The adoption of cloud technology has been transformative for nearly every business, industry, and product; from providing data continuity to serving as a bridge to emerging technologies, the capabilities of the cloud help define today’s enterprise technology norm.

Given the current pace of cloud innovation, Oracle predicts that by 2025, 80% of all enterprise and mission critical workloads will move to the cloud. Enabling this transition will be the development of the second-generation cloud which will offer 100% data-center replacement.

In assessment of these predictions, it’s critical to understand why enterprises haven’t already migrated their critical workloads to cloud computing. The design principles for many first-generation clouds were purposed for low-risk workloads utilizing commodity servers and shared tenancy. They weren’t built to support workloads that require real-time processing and that are tied to millions or billions of dollars of revenue. “They were designed so ‘tenants’ of their cloud could share commodity servers and storage to maximize their profits. And that’s fine for disposable test environments and low-risk workloads.” Says Peter Heller, Oracle’s senior director for enterprise architecture marketing in a recent interview with The Wall Street Journal.

However, the conventional public cloud is being re-invented to now serve the most demanding business applications. To have 100% data-center replacement, it’s only possible when cloud solutions are afforded the same level of reliability and performance as on-premises technology. As Heller points out, “If cloud providers stayed with this cloud architecture—shared, commodity hardware—that ‘80 percent by 2025’ cloud prediction would never come to pass.” Moving from first-generation towards a next-generation cloud model will drive businesses to have more access to new technologies, better security, improved price performance, and deep automation capabilities.

To enable this digital transformation, Oracle released its self-driving, Autonomous Database in Oracle Cloud in March 2018. Leveraging automation technology, Oracle’s second-generation cloud delivers core-to-edge security and eliminates manual tasks such as database tuning, patching, and provisioning. Built on Oracle’s Exadata, the autonomous database provides the foundational infrastructure needed for all types of workloads – AI, traditional, mission-critical, performance-intensive, high-performance computing (HPC) – enabling companies to leave their data centers behind.

The unique value of Oracle comes from our complete cloud portfolio with intelligence infused at every layer, spanning infrastructure services, platform services, and applications. Oracle provides deep support of hybrid cloud through interoperability with traditional on-premises applications and systems as well as non-Oracle workloads. With Oracle, the path to cloud is as simple as an upgrade. Customers can leverage their existing investments and skills to new versions that upgrade their capabilities and experiences, while reducing risk and driving greater business value.

It’s all part of Oracle’s mission to support customers’ journeys to the cloud, wherever their starting point might be, so they can access an AI-based future today.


* [Task brief]
Where in the data below does the word "this" appear? Copy every line that has it.

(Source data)
=======
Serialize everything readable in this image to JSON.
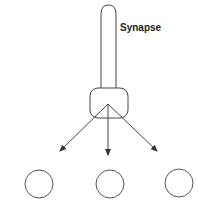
{
  "diagram": {
    "label": "Synapse",
    "nodes": [
      {
        "id": "target-1"
      },
      {
        "id": "target-2"
      },
      {
        "id": "target-3"
      }
    ],
    "arrows": 3,
    "colors": {
      "stroke": "#444444",
      "text": "#222222"
    }
  }
}
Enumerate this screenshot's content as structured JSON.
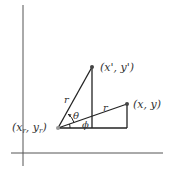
{
  "diagram": {
    "colors": {
      "line": "#222222",
      "axis": "#555555",
      "point": "#444444",
      "background": "#ffffff"
    },
    "axes": {
      "y_axis": {
        "x": 23,
        "y1": 5,
        "y2": 166
      },
      "x_axis": {
        "y": 153,
        "x1": 11,
        "x2": 163
      }
    },
    "points": {
      "pivot": {
        "label": "(x_r, y_r)",
        "display_main": "(x",
        "sub1": "r",
        "mid": ", y",
        "sub2": "r",
        "close": ")",
        "x": 58,
        "y": 128
      },
      "rotated": {
        "label": "(x', y')",
        "x": 92,
        "y": 67
      },
      "original": {
        "label": "(x, y)",
        "x": 127,
        "y": 104
      }
    },
    "labels": {
      "r_rotated": "r",
      "r_original": "r",
      "theta": "θ",
      "phi": "ϕ"
    }
  }
}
=======
* [Your response]
Serialize everything readable in this image to JSON.
Enumerate this screenshot's content as structured JSON.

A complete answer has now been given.